DIRECTIONS:
Write out exactly the lines running from the one with "What do you see at coordinates (222, 342)" to the end of the data, including both of those lines and excluding pictures.

- - - -

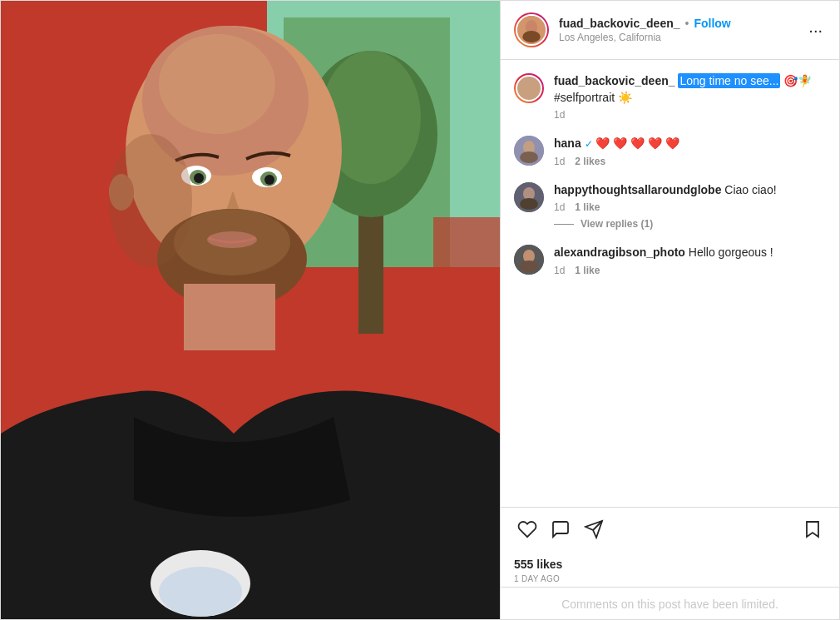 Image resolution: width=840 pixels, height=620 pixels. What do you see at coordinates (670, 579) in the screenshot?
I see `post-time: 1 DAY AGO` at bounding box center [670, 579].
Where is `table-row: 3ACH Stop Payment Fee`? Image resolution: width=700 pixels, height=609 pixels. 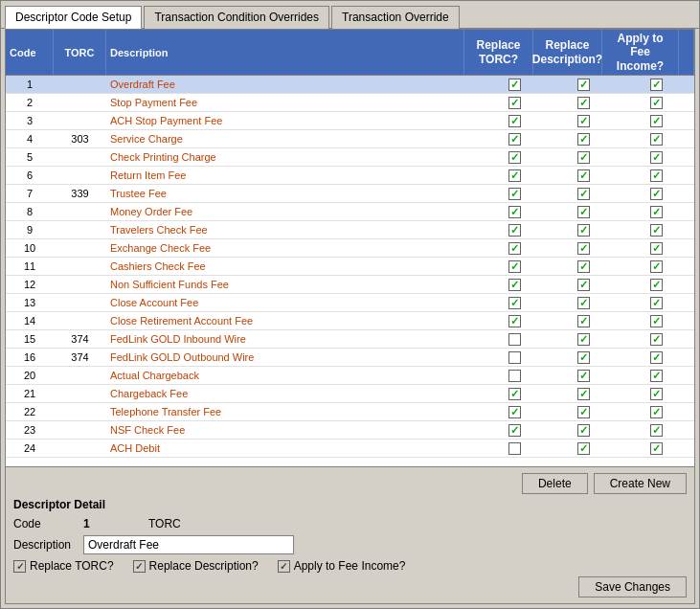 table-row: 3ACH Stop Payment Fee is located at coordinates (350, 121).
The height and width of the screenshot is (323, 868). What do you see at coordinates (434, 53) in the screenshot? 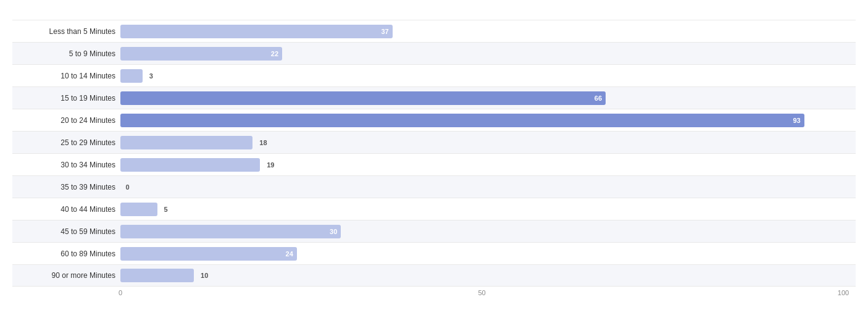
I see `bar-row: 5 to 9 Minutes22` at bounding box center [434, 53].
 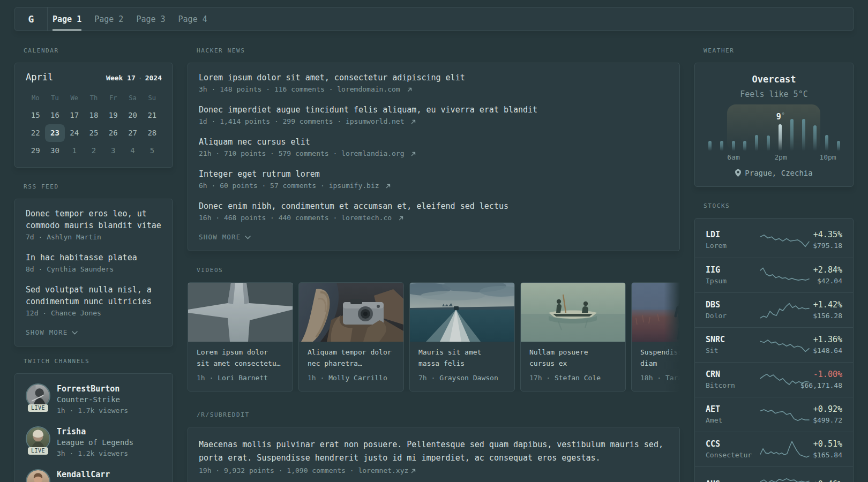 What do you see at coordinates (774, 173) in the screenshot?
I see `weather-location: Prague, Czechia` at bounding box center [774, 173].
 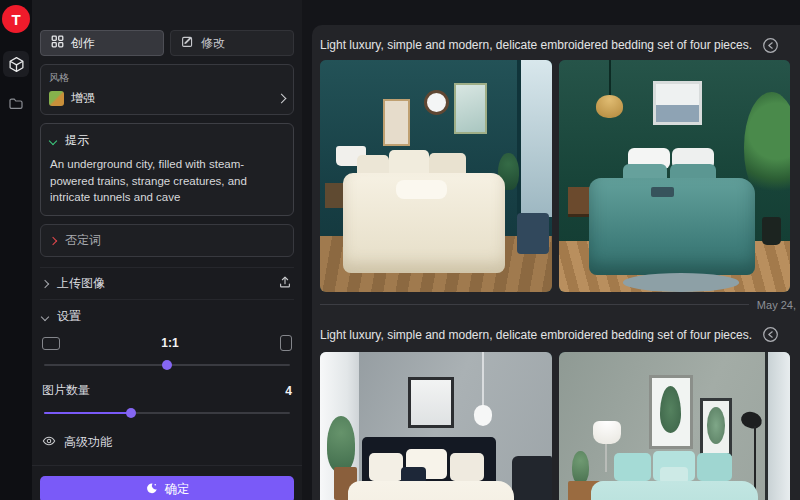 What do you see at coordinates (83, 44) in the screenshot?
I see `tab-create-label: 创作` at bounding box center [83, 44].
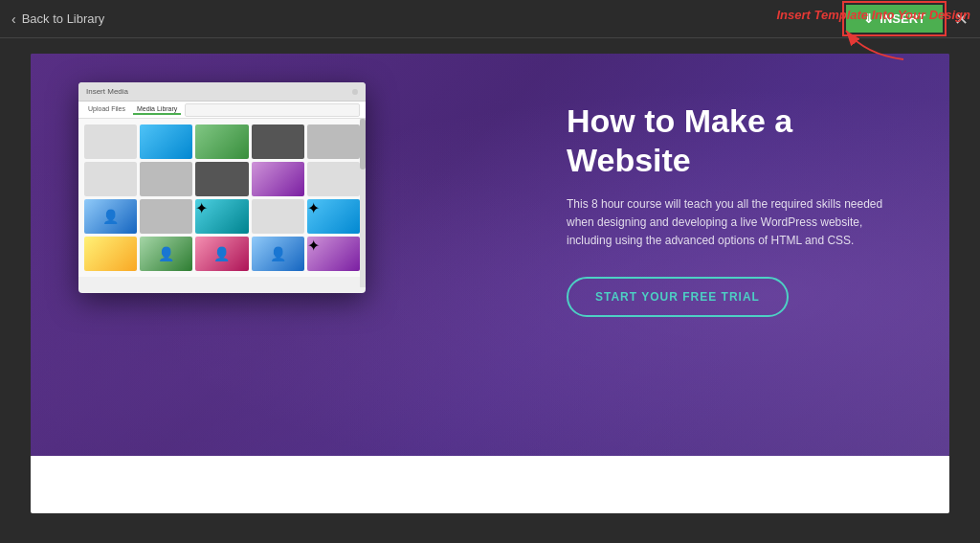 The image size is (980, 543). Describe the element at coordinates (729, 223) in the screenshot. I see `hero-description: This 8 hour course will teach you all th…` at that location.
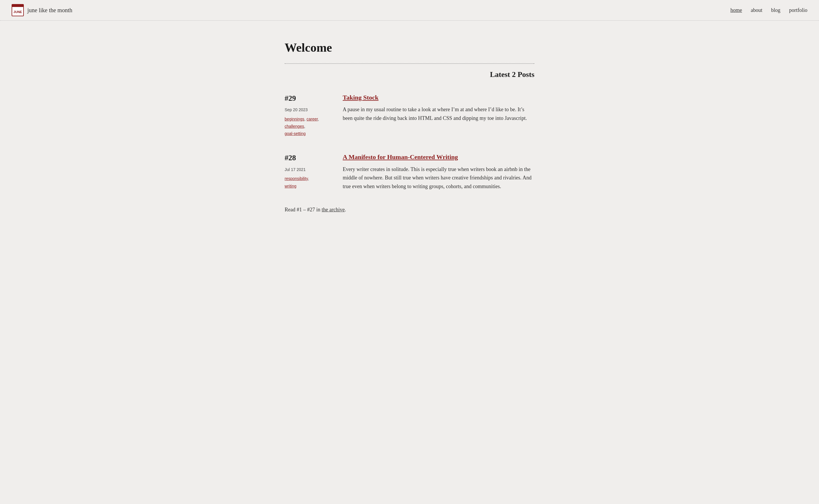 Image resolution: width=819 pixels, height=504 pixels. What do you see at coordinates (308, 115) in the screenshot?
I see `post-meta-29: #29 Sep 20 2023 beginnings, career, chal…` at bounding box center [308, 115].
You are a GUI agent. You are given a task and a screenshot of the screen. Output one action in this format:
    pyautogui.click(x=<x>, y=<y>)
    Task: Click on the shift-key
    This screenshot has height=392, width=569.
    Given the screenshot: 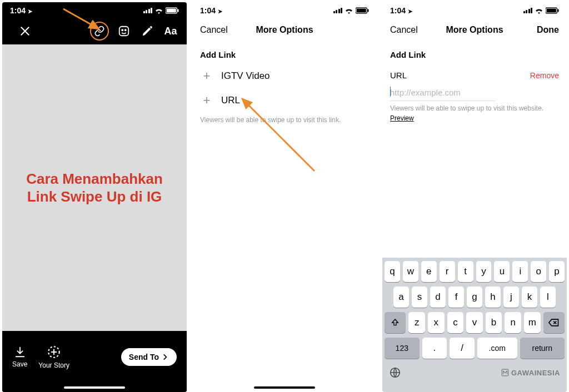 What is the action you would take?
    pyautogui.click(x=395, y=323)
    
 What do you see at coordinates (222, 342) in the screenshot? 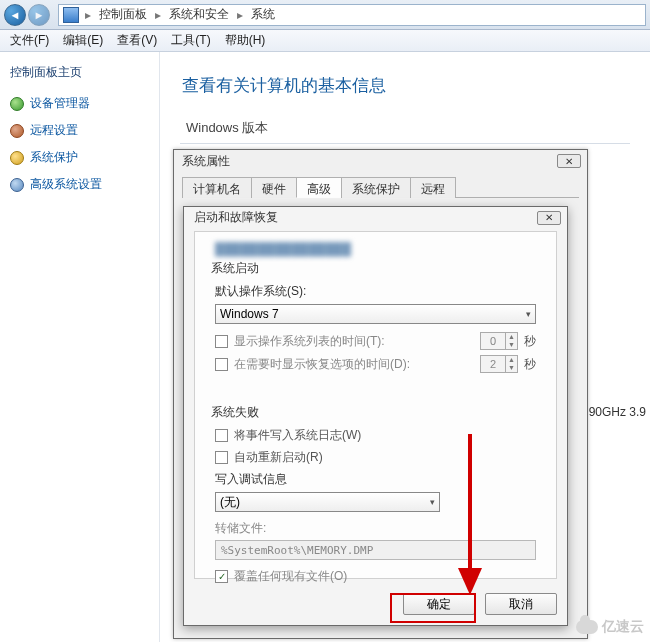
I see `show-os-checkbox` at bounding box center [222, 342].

- - - -

SOLUTION FOR THIS EXERCISE:
 What do you see at coordinates (222, 342) in the screenshot? 
I see `show-os-checkbox` at bounding box center [222, 342].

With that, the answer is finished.